Photo: Unsplash / Frederick Wallace

THE NEWS

According to Offshore Engineer, CORE POWER has launched a feasibility study to evaluate the use of BWX Technologies' mPower small modular reactor (SMR) technology in floating nuclear power plants. The study represents a structured technical assessment of whether the mPower SMR design can be adapted for a marine floating platform configuration.

The initiative pairs CORE POWER — a company focused on applying nuclear technology to maritime and offshore energy contexts — with BWX Technologies, the developer of the mPower SMR concept. The feasibility study is the formal mechanism through which both organisations will determine whether the technical, regulatory, and operational parameters of the mPower design are compatible with a floating plant architecture.

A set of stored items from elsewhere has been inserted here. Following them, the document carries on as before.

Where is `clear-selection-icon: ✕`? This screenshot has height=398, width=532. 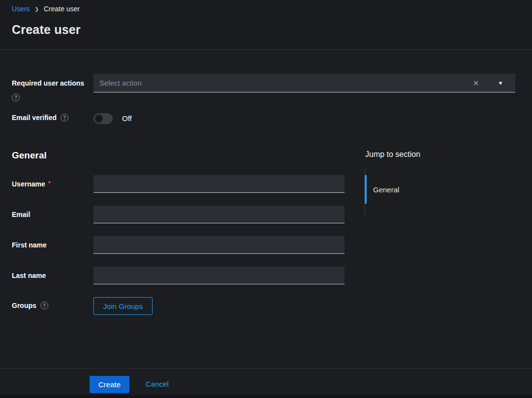
clear-selection-icon: ✕ is located at coordinates (476, 83).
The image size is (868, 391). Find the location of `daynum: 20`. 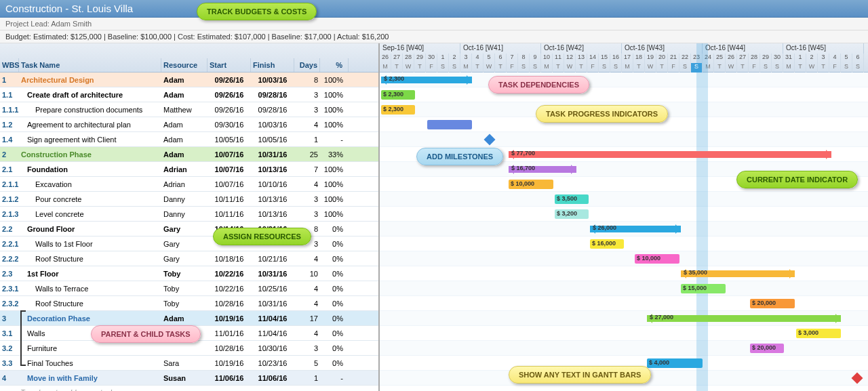

daynum: 20 is located at coordinates (662, 58).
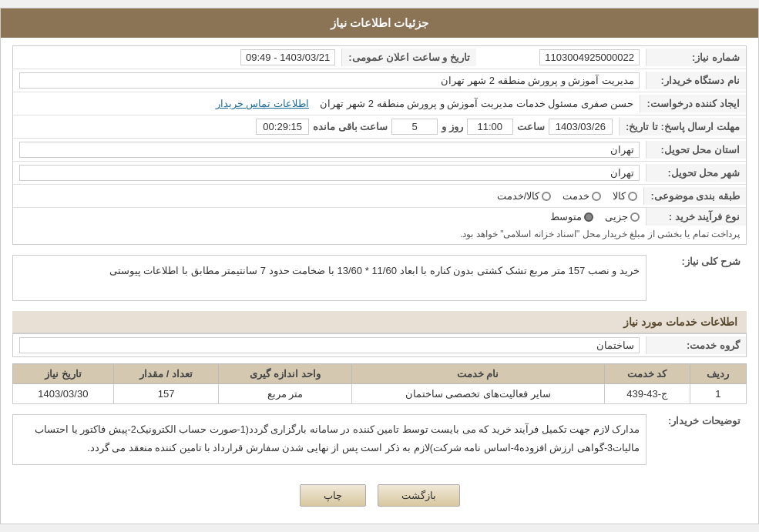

No timeline for completion, deployment targets, or cost figures were disclosed in connection with the announcement.


WHY IT MATTERS

For the Brazilian offshore sector, this announcement sits at the far edge of the planning horizon — but it is not without relevance. The structural question the feasibility study is trying to answer — whether a compact nuclear reactor can be safely and economically operated on a floating hull — has direct long-term implications for how deepwater operators think about power supply, emissions intensity, and energy independence at sea.

Brazil's pre-salt operations are among the most energy-intensive offshore production systems in the world. FPSOs operating in the Santos and Campos basins run large gas turbine fleets to power topsides processing, water injection, and gas compression. That power demand is substantial, continuous, and currently met almost entirely by burning a portion of the produced gas — a practice that generates CO₂ emissions and reduces the volume of gas available for export or reinjection. Any credible alternative power source that could displace onboard combustion turbines at scale would be strategically significant.

Floating nuclear, if it reaches technical and regulatory maturity, would represent one such alternative. A floating SMR unit — positioned as a dedicated power vessel connected to an FPSO or a hub platform — could theoretically supply baseload electrical power without combustion emissions and without consuming produced gas. The concept is not new in the literature, but the gap between concept and deployable hardware has historically been wide. Feasibility studies of this type are the mechanism by which that gap is either narrowed or formally quantified.

The Brazilian regulatory picture adds a layer of complexity that operators and policymakers should track. Nuclear energy in Brazil falls under a distinct legal and regulatory framework, with the Comissão Nacional de Energia Nuclear (CNEN) holding authority over nuclear installations. Whether that framework extends to floating nuclear units operating in Brazilian waters — or in Brazil's exclusive economic zone — is not a settled question. International maritime nuclear operations also intersect with IMO conventions and flag-state obligations, meaning any future deployment in Brazilian waters would require alignment between federal nuclear regulators, the maritime authority, and potentially ANP as the upstream regulator. That regulatory architecture does not yet exist in a form suited to floating nuclear, and building it would require deliberate institutional effort.

For Brazilian shipyards and naval architects, the floating hull question is also worth noting. If floating nuclear plants advance toward commercial viability, the design, construction, and maintenance of the hull and marine systems would represent a distinct industrial opportunity — one that sits within the competency base of Brazil's larger naval construction facilities. The nuclear island itself would almost certainly be built and certified in the reactor developer's home jurisdiction, but the integration work and the marine platform could, in principle, be subject to local content frameworks if Brazil were to become a target market.

In the near term, none of this is imminent. A feasibility study is the earliest stage of a development pathway that, for nuclear technology, typically spans decades and requires regulatory approvals across multiple jurisdictions. The mPower SMR itself is still in development; its application to a floating platform adds another layer of engineering and certification complexity. Brazilian operators are not being asked to make decisions today.

What the announcement does signal, however, is that the offshore nuclear concept is attracting structured technical investment from credible actors. CORE POWER has been consistent in its focus on this application space, and the engagement of BWX Technologies — a company with deep roots in U.S. naval nuclear programmes — gives the feasibility study a degree of technical pedigree that earlier floating nuclear proposals sometimes lacked. For Brazilian energy planners and offshore operators with long capital horizons, this is a development worth filing rather than dismissing.


CONTEXT

Floating nuclear power is not without precedent. Russia's Akademik Lomonosov, a barge-mounted nuclear power plant, has been in operation in the Arctic since 2019, supplying power to a remote coastal region. That project, however, was designed for stationary nearshore use rather than open-ocean offshore energy supply, and it was developed within a single national regulatory system. The offshore oil and gas application — a mobile or semi-permanent nuclear power source integrated with production infrastructure — presents a meaningfully different set of engineering and governance challenges.

The broader SMR market is seeing increased activity globally, with multiple reactor designs at various stages of licensing and development. The intersection of that activity with the offshore sector remains at an early stage, but the CORE POWER–BWX Technologies feasibility study is among the more concrete steps taken in that direction to date.